A list of additional icons to always include, even if they are not found during static analysis. This is useful if you change an icon at runtime, which will not be caught during static analysis. You can optionally include which style the added icon should be associated with. If an added icon is associated with one style, it will not be included in the font(s) for other styles.

  • Default: []
  • Accepted types:
    • MaterialSymbolCodepoints[]: A list of codepoints to additionally include in all icon styles
    • Record<"outlined" | "rounded" | "sharp", MaterialSymbolCodepoints[] | MaterialSymbolCodepoints>: A list of styles and which Material Symbols to always include in the given style

includeFill

Whether or not to always include the entirety of the FILL axis in all styles.

  • Default: false
  • Accepted types:
    • true: Always include the entirety of the FILL axis in all font(s)
    • false: Only include the extents of the FILL axis found during static analysis

weightRange

A range of weights to always include in all styles.

  • Default: []
  • Accepted types:
    • MaterialSymbolWeight[]: A range of weights to always include in all styles. Minimum = 100, Maximum = 700
      • Example of a range: [210, 600]

gradeRange

A range of grades to always include in all styles.

  • Default: []
  • Accepted types:
    • MaterialSymbolGrade[]: A range of grades to always include in all styles. Minimum = 0, Maximum = 225
      • Example of a range: [0, 110]

sizeRange

A range of optical sizes to always include in all styles.

  • Default: []
  • Accepted types:
    • number[]: A range of optical sizes to always include in all styles. Minimum = 5, Maximum = 1200. Decimal places are allowed
      • Example of a range: [12.5, 64]

extraStyles

A list of additional styles to always include, even if they are found during static analysis. This is useful if you change a style at runtime, which will not be caught during static analysis.

  • Default: []
  • Accepted types:
    • Array<"outlined" | "rounded" | "sharp">: A list of additional styles to always include

[!TIP] Curious about what each style looks like? You can see on the Material Design website or on the Material Symbols catalogue if you prefer.

verbose

Prints useful or interesting information to the console.

  • Default: false
  • Accepted types:
    • true: Prints information to the console
    • false: Do not print anything to the console relating to gatsby-plugin-material-symbols

Performance optimizations

When requesting assets from the Google Fonts CSS API, you can add several parameters to any given query to trim down the size of the returned font file. Most don't do this because it's pretty annoying to write a script to collect every icon you're using in your site, but doing so is certainly worth it.

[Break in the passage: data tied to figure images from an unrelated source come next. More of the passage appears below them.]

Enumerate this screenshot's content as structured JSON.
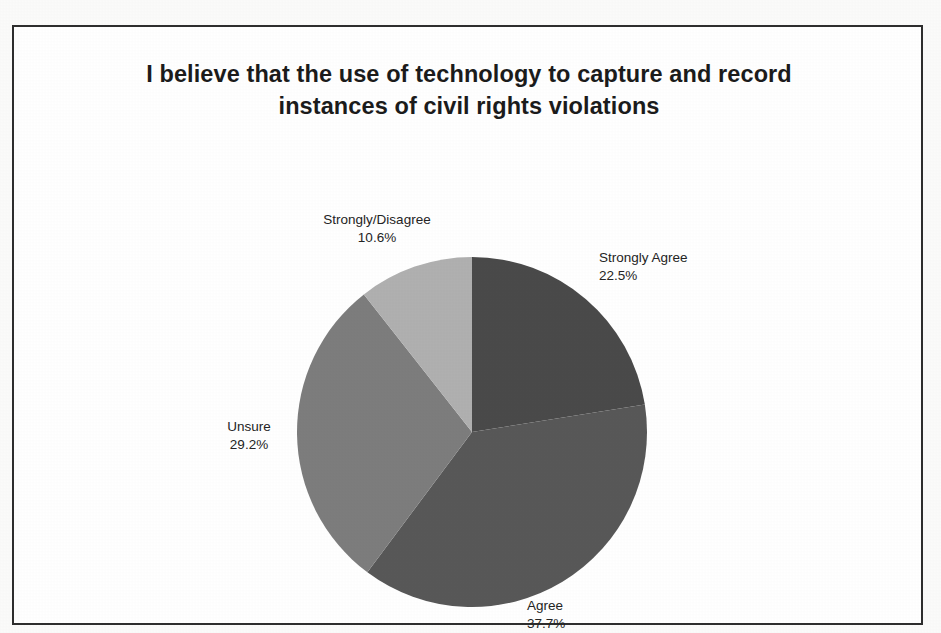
{
  "document": {
    "kind": "scanned-slide",
    "page_background": "#fbfbfa",
    "frame_border_color": "#2e2e2e"
  },
  "chart_data": {
    "type": "pie",
    "title": "I believe that the use of technology to capture and record instances of civil rights violations",
    "title_line1": "I believe that the use of technology to capture and record",
    "title_line2": "instances of civil rights violations",
    "xlabel": "",
    "ylabel": "",
    "grid": false,
    "legend": "none",
    "labels_position": "outside",
    "start_angle_deg": 0,
    "direction": "clockwise",
    "categories": [
      "Strongly Agree",
      "Agree",
      "Unsure",
      "Strongly/Disagree"
    ],
    "values": [
      22.5,
      37.7,
      29.2,
      10.6
    ],
    "value_suffix": "%",
    "colors": [
      "#4a4a4a",
      "#585858",
      "#7d7d7d",
      "#b0b0b0"
    ],
    "slices": [
      {
        "label": "Strongly Agree",
        "percent": 22.5,
        "percent_text": "22.5%",
        "color": "#4a4a4a",
        "start_deg": 0.0,
        "end_deg": 81.0
      },
      {
        "label": "Agree",
        "percent": 37.7,
        "percent_text": "37.7%",
        "color": "#585858",
        "start_deg": 81.0,
        "end_deg": 216.7
      },
      {
        "label": "Unsure",
        "percent": 29.2,
        "percent_text": "29.2%",
        "color": "#7d7d7d",
        "start_deg": 216.7,
        "end_deg": 321.8
      },
      {
        "label": "Strongly/Disagree",
        "percent": 10.6,
        "percent_text": "10.6%",
        "color": "#b0b0b0",
        "start_deg": 321.8,
        "end_deg": 360.0
      }
    ]
  },
  "labels": {
    "strongly_disagree": {
      "name": "Strongly/Disagree",
      "percent": "10.6%"
    },
    "strongly_agree": {
      "name": "Strongly Agree",
      "percent": "22.5%"
    },
    "unsure": {
      "name": "Unsure",
      "percent": "29.2%"
    },
    "agree": {
      "name": "Agree",
      "percent": "37.7%"
    }
  }
}
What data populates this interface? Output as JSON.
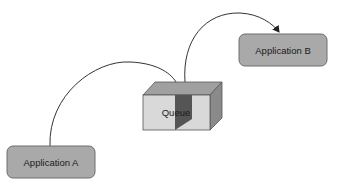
{
  "diagram": {
    "nodes": {
      "app_a": {
        "label": "Application A",
        "fill": "#a9a9a9"
      },
      "queue": {
        "label": "Queue",
        "front_fill": "#d9d9d9",
        "top_fill": "#a0a0a0",
        "side_fill": "#8a8a8a",
        "divider_fill": "#555555"
      },
      "app_b": {
        "label": "Application B",
        "fill": "#a9a9a9"
      }
    },
    "edges": [
      {
        "from": "Application A",
        "to": "Queue",
        "arrow": false
      },
      {
        "from": "Queue",
        "to": "Application B",
        "arrow": true
      }
    ],
    "colors": {
      "stroke": "#333333",
      "background": "#ffffff"
    }
  }
}
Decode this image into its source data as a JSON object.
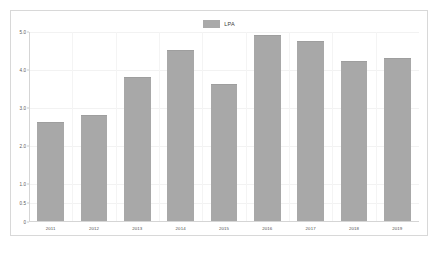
{
  "chart_data": {
    "type": "bar",
    "title": "",
    "xlabel": "",
    "ylabel": "",
    "categories": [
      "2011",
      "2012",
      "2013",
      "2014",
      "2015",
      "2016",
      "2017",
      "2018",
      "2019"
    ],
    "values": [
      2.6,
      2.8,
      3.8,
      4.5,
      3.6,
      4.9,
      4.75,
      4.2,
      4.3
    ],
    "series": [
      {
        "name": "LPA",
        "values": [
          2.6,
          2.8,
          3.8,
          4.5,
          3.6,
          4.9,
          4.75,
          4.2,
          4.3
        ],
        "color": "#a8a8a8"
      }
    ],
    "ylim": [
      0,
      5.0
    ],
    "yticks": [
      0,
      0.5,
      1.0,
      2.0,
      3.0,
      4.0,
      5.0
    ],
    "ytick_labels": [
      "0",
      "0.5",
      "1.0",
      "2.0",
      "3.0",
      "4.0",
      "5.0"
    ],
    "grid": true,
    "legend": {
      "position": "top-center",
      "entries": [
        {
          "label": "LPA",
          "color": "#a8a8a8"
        }
      ]
    }
  },
  "legend": {
    "entries": [
      {
        "label": "LPA"
      }
    ]
  },
  "axes": {
    "y_ticks": [
      {
        "label": "5.0",
        "value": 5.0
      },
      {
        "label": "4.0",
        "value": 4.0
      },
      {
        "label": "3.0",
        "value": 3.0
      },
      {
        "label": "2.0",
        "value": 2.0
      },
      {
        "label": "1.0",
        "value": 1.0
      },
      {
        "label": "0.5",
        "value": 0.5
      },
      {
        "label": "0",
        "value": 0
      }
    ],
    "x_ticks": [
      {
        "label": "2011"
      },
      {
        "label": "2012"
      },
      {
        "label": "2013"
      },
      {
        "label": "2014"
      },
      {
        "label": "2015"
      },
      {
        "label": "2016"
      },
      {
        "label": "2017"
      },
      {
        "label": "2018"
      },
      {
        "label": "2019"
      }
    ]
  },
  "colors": {
    "bar": "#a8a8a8",
    "grid": "#f2f2f2",
    "axis": "#d5d5d5",
    "frame": "#d8d8d8",
    "background": "#ffffff",
    "tick_text": "#5a5a5a"
  }
}
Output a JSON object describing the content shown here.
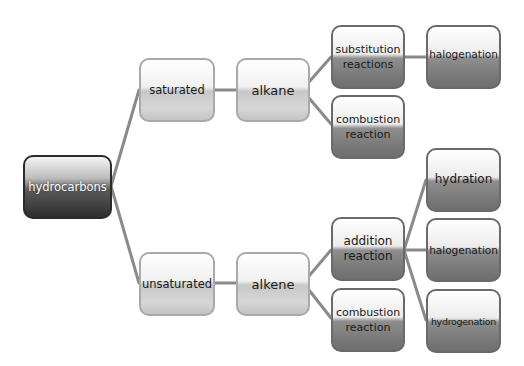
{
  "diagram": {
    "type": "tree",
    "root": {
      "label": "hydrocarbons",
      "children": [
        {
          "label": "saturated",
          "children": [
            {
              "label": "alkane",
              "children": [
                {
                  "label": "substitution reactions",
                  "children": [
                    {
                      "label": "halogenation"
                    }
                  ]
                },
                {
                  "label": "combustion reaction"
                }
              ]
            }
          ]
        },
        {
          "label": "unsaturated",
          "children": [
            {
              "label": "alkene",
              "children": [
                {
                  "label": "addition reaction",
                  "children": [
                    {
                      "label": "hydration"
                    },
                    {
                      "label": "halogenation"
                    },
                    {
                      "label": "hydrogenation"
                    }
                  ]
                },
                {
                  "label": "combustion reaction"
                }
              ]
            }
          ]
        }
      ]
    }
  },
  "nodes": {
    "hydrocarbons": "hydrocarbons",
    "saturated": "saturated",
    "alkane": "alkane",
    "substitution": "substitution reactions",
    "halogenation_top": "halogenation",
    "combustion_top": "combustion reaction",
    "unsaturated": "unsaturated",
    "alkene": "alkene",
    "addition": "addition reaction",
    "combustion_bottom": "combustion reaction",
    "hydration": "hydration",
    "halogenation_mid": "halogenation",
    "hydrogenation": "hydrogenation"
  },
  "colors": {
    "connector": "#8a8a8a",
    "root_dark": "#2e2e2e",
    "light_box": "#d6d6d6",
    "dark_box": "#7a7a7a"
  }
}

With all icons and the full extent of all variable axes included (which is the default font file distributed by Google Fonts), MaterialSymbolsOutlined[FILL,GRAD,opsz,wght].woff2 comes out to 3.16 MB. That's a massive file for any user to download, especially considering you're probably only using a couple dozen of the 3,738 icons included in the font file.

By removing unused variable axes, in this example to only include FILL@1, [email protected], wght@500 and [email protected], we can cut the font's file size from 3.16 MB to 1.64 MB (1.92x smaller).

Then by only including icons which are used, in this example add, arrow_forward, close, delete, forward, fullscreen, home, menu, open_in_full, open_in_new, redo, refresh, reply, search, star, undo, we can further reduce the font's file size from 1.64 MB to 6.42 KB (255.45x smaller).

Overall, that's a reduction from 3.16 MB to 6.42 KB (504.75x smaller). Yes, really.

By making the font file 500x smaller, Material Symbols go from being quite a large burden (the size of a high-quality image) to probably being smaller than most of the JavaScript you're loading on your site.

Contributing

See CONTRIBUTING.md for instructions on how to contribute changes.